Like you could actually have a life that had a purpose and consequences. So as you sort of add more into it, it becomes more similar to the baseline reality that you were comparing it to. Yeah, but I just think inside the experience machine, and without taking those steps you just mentioned, you still have an impact on long-term history of the creatures that live inside that, of the quote-unquote fake creatures that live inside that experience machine.
And that, like at a certain point, if there's a person waiting for you inside that experience machine, maybe your newly found wife, and she dies, she has fear, she has hopes, and she exists in that machine. When you unplug yourself and plug back in, she's still there going on about her life and- Well, in that case, yeah, she starts to have more of an independent existence.
Independent existence. But it depends, I think, on how she's implemented in the experience machine. Take one limit case where all she is is a static picture on the wall, a photograph. So you think, well, I can look at her, but that's it. There's no... But then you think, well, it doesn't really matter much what happens to that, any more than a normal photograph.
If you tear it up, it means you can't see it anymore, but you haven't harmed the person whose picture you tore up. But if she's actually implemented, say, at a neural level of detail, so that she's a fully realized digital mind with the same behavioral repertoire as you have, then very possibly she would be a conscious person like you are.

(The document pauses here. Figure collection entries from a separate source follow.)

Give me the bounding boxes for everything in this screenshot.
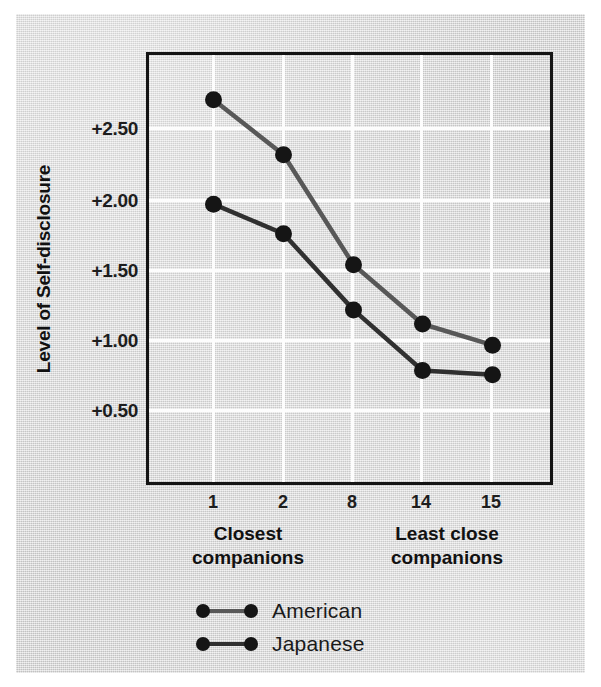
y-tick-label: +2.50 [28,118,138,140]
chart-figure: Level of Self-disclosure +2.50 +2.00 +1.… [0,0,601,687]
y-tick-label: +1.00 [28,330,138,352]
y-tick-label: +1.50 [28,260,138,282]
caption-line-1: Least close [352,522,542,546]
y-tick-label: +2.00 [28,190,138,212]
legend-item-american: American [196,594,365,627]
caption-line-2: companions [352,546,542,570]
x-tick-label: 15 [461,492,521,513]
legend-label: American [272,599,362,623]
x-axis-caption-closest: Closest companions [153,522,343,570]
y-tick-label: +0.50 [28,400,138,422]
plot-frame-border [146,52,553,485]
x-tick-label: 2 [253,492,313,513]
chart-legend: American Japanese [196,594,365,660]
x-tick-label: 14 [391,492,451,513]
legend-item-japanese: Japanese [196,627,365,660]
caption-line-2: companions [153,546,343,570]
legend-label: Japanese [272,632,365,656]
legend-line-marker-icon [196,635,258,653]
x-tick-label: 8 [322,492,382,513]
y-axis-tick-labels: +2.50 +2.00 +1.50 +1.00 +0.50 [26,0,138,687]
x-axis-caption-least-close: Least close companions [352,522,542,570]
caption-line-1: Closest [153,522,343,546]
x-tick-label: 1 [183,492,243,513]
legend-line-marker-icon [196,602,258,620]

And then what you do in this experience machine would have real consequences for how this other mind felt. So you have to specify which of these experience machines you're talking about. I think it's not entirely obvious that it would be possible to have an experience machine that gave you a normal set of human experiences, which include experiences of interacting with other people, without that also generating consciousnesses corresponding to those other people.

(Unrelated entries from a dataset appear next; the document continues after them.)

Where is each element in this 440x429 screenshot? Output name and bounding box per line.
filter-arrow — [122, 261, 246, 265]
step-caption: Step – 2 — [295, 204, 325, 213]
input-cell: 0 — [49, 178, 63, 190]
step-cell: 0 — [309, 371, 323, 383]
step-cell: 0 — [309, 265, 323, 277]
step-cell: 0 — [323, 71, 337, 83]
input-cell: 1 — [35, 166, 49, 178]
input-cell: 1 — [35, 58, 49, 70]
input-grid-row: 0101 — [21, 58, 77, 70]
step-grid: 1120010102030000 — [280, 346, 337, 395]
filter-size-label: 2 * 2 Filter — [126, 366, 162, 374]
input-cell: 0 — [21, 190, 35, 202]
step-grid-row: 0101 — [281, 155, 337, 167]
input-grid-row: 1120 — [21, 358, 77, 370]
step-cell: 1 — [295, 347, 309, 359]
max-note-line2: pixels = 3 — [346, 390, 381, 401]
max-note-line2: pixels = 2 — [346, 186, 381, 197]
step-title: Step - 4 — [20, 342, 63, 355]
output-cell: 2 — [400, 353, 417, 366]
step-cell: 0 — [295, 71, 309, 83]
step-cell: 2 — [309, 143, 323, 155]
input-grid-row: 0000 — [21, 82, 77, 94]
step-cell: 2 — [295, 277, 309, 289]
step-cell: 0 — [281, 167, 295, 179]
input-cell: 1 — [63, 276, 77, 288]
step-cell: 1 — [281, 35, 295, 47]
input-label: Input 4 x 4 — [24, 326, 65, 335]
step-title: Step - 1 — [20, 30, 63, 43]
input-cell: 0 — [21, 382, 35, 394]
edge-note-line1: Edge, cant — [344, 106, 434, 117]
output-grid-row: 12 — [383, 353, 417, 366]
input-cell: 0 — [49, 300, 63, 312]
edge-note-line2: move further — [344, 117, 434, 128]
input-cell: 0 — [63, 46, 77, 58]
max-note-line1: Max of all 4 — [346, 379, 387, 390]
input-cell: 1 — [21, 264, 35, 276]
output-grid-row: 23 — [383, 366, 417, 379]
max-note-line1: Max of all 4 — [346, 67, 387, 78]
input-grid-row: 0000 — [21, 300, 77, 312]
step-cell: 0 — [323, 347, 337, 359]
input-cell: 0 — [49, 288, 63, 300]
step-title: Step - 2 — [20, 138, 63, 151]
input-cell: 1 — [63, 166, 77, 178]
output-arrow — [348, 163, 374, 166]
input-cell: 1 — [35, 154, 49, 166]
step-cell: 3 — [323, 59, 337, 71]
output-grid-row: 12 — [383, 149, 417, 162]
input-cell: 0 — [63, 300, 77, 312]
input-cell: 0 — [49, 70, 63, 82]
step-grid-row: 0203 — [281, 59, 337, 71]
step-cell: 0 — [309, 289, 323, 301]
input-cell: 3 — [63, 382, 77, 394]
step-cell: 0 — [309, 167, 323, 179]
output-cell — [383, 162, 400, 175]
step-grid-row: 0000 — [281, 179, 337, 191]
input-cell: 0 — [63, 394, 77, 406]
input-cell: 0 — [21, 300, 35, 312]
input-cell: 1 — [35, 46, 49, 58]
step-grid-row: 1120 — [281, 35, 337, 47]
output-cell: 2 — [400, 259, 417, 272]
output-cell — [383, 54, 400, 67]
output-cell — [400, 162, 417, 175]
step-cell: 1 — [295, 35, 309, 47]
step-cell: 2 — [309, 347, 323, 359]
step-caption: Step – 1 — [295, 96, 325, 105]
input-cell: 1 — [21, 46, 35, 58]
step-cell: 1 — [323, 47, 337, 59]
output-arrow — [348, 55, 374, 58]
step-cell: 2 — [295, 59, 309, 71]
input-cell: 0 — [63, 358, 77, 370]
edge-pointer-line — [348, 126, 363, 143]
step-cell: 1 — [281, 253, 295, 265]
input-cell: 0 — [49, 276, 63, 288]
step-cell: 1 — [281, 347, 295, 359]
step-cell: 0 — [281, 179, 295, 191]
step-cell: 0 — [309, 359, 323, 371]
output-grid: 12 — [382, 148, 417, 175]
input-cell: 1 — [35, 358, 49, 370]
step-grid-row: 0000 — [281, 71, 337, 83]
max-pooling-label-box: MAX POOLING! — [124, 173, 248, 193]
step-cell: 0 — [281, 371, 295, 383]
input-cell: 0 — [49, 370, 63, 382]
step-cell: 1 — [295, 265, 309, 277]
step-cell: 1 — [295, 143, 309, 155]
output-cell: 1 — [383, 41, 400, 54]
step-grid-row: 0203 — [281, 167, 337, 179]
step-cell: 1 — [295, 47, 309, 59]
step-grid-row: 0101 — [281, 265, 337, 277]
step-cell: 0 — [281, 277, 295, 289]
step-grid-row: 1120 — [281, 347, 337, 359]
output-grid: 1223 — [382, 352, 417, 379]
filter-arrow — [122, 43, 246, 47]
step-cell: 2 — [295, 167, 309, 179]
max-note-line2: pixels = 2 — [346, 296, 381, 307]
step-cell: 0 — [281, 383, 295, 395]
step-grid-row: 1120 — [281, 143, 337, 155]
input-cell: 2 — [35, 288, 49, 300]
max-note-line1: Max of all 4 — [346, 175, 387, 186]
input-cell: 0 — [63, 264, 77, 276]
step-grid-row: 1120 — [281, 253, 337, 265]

That is, if you create another entity that you perceive and interact with, that to you looks entirely realistic. Not just when you say hello, they say hello back, but you have a rich interaction, many days, deep conversations. It might be that the only possible way of implementing that would be one that also has a side effect, instantiated this other person in enough detail that you would have a second consciousness there.
I think that's to some extent an open question. So you don't think it's possible to fake consciousness and fake intelligence? Well, it might be. I mean, I think you can certainly fake... If you have a very limited interaction with somebody, you could certainly fake that. If all you have to go on is somebody said hello to you, that's not enough for you to tell whether that was a real person there or a pre-recorded message or a very superficial simulation that has no consciousness.
Because that's something easy to fake. We could already fake it now. You can record a voice recording. But if you have a richer set of interactions where you're allowed to ask open-ended questions and probe from different angles, you couldn't give canned answer to all of the possible ways that you could probe it, then it starts to become more plausible that the only way to realize this thing in such a way that you would get the right answer from any which angle you probed it would be a way of instantiating it where you also instantiated a conscious mind.